Knight Swift Transportation,
they were accused of saying
their employees were not employees,
but independent contractors.
They settled for $100 million.
And Kimberly's old company, Prime,
they were accused of misclassifying their employees as independent contractors
and violating minimum wage laws.
Prime settled for $28 million.
40,000 people who had an experience like Kimberly can get a share of that money.
Which means it's like $700 a person.
Does that seem like enough?
No.
Honestly, if you really look at the fact that just me specifically, I worked 70 hours a week for six months.
And out of that six months, I didn't get paid for four of them.
And out of that six months, I didn't get paid for four of them.
So four months of working for free to get $700, it's kind of laughable.
None of the three companies, PAM, Knight Swift, or Prime, admitted wrongdoing as part of their settlements.
In an emailed statement, a lawyer for Prime wrote, quote, We have thousands of highly successful independent contractors and company drivers who thrive within our business model.
The class action that was settled is completely unrelated to Ms. Sikorsky's allegations.
The litigation was seemingly endless and was best resolved.
Since leaving Prime, Kimberly has bounced between four different trucking companies, trying to find one where she can make a real living. And after three years of trying, she thinks she's succeeded,
working for a smaller company that maybe doesn't have the lowest prices for customers,
but promises world-class service.
I finally have gotten to a company that treats me well, that pays me well, that has respect for me and looks out for its employees.
Kimberly is not an independent contractor anymore.
She's an employee.
Her benefits are good and she gets a regular salary, $75,000 a year.
But I also have made a commitment to my family that I'm only going to be driving for one more year and then I'll be coming off the road.
I'm just staying out long enough for us to pay off our house. And then what will happen next?

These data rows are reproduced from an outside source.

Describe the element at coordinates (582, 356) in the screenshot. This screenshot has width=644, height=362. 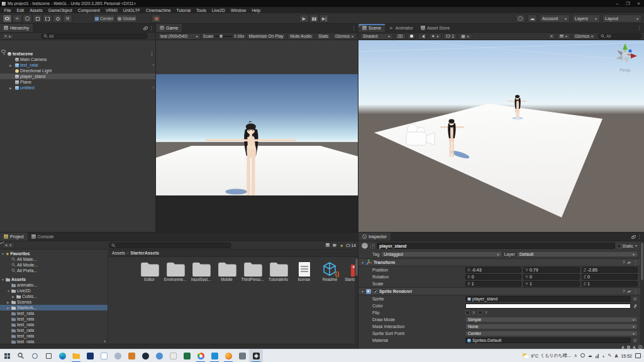
I see `tray-app-icon` at that location.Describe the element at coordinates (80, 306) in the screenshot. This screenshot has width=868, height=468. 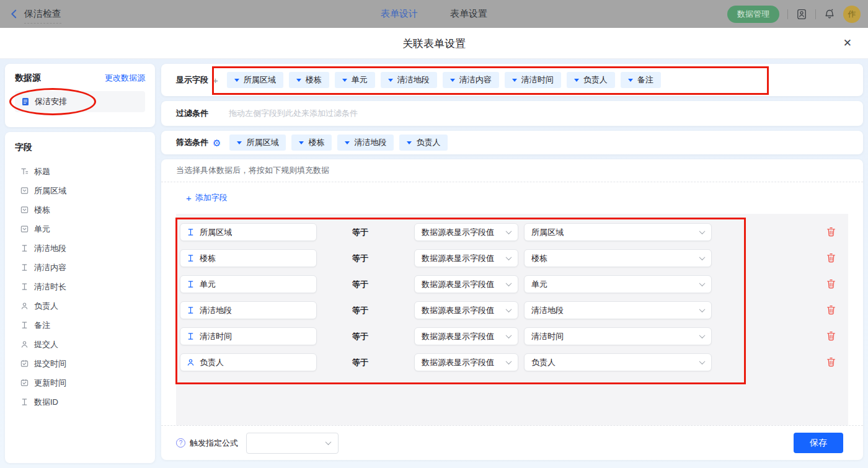
I see `field-item-owner: 负责人` at that location.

Then I'll probably go back to being a correctional officer and having a lot less stress.
Working as a prison guard just seems like a better life than keeping on as a long-haul trucker.
better life than keeping on as a long-haul trucker.
We originally reported this episode in 2020. This week, we called up Kimberly to see if she's stuck with her plan of only trucking for one more year. She told us she actually wound up staying in the
industry, but she's found a way to make it work better with her family life. Her boyfriend has
also become a trucker, and they both just found jobs at the same company. They're going to go out
on the road together. They'll live in the truck, take turns driving. They start in about a month.
Got a business model you'd like to understand better?
Let us know.
We are at planetmoney at npr.org
and on social media at planetmoney.
Today's show was produced by Liza Yeager and Autumn Barnes
and edited by Bryant Erstadt.
The rerun was produced by Willa Rubin and Dylan Sloan
and engineered by Catherine Silva.
Our acting executive producer is Jess Jang.
Special thanks to Ben Lohr.
Check out his book, The Secret Life of Groceries, and to Desiree Wood.
I'm Keith Romer.
This is NPR.
Thanks for listening.
And a special thanks to our funder, the Alfred P. Sloan Foundation, for helping to support this podcast.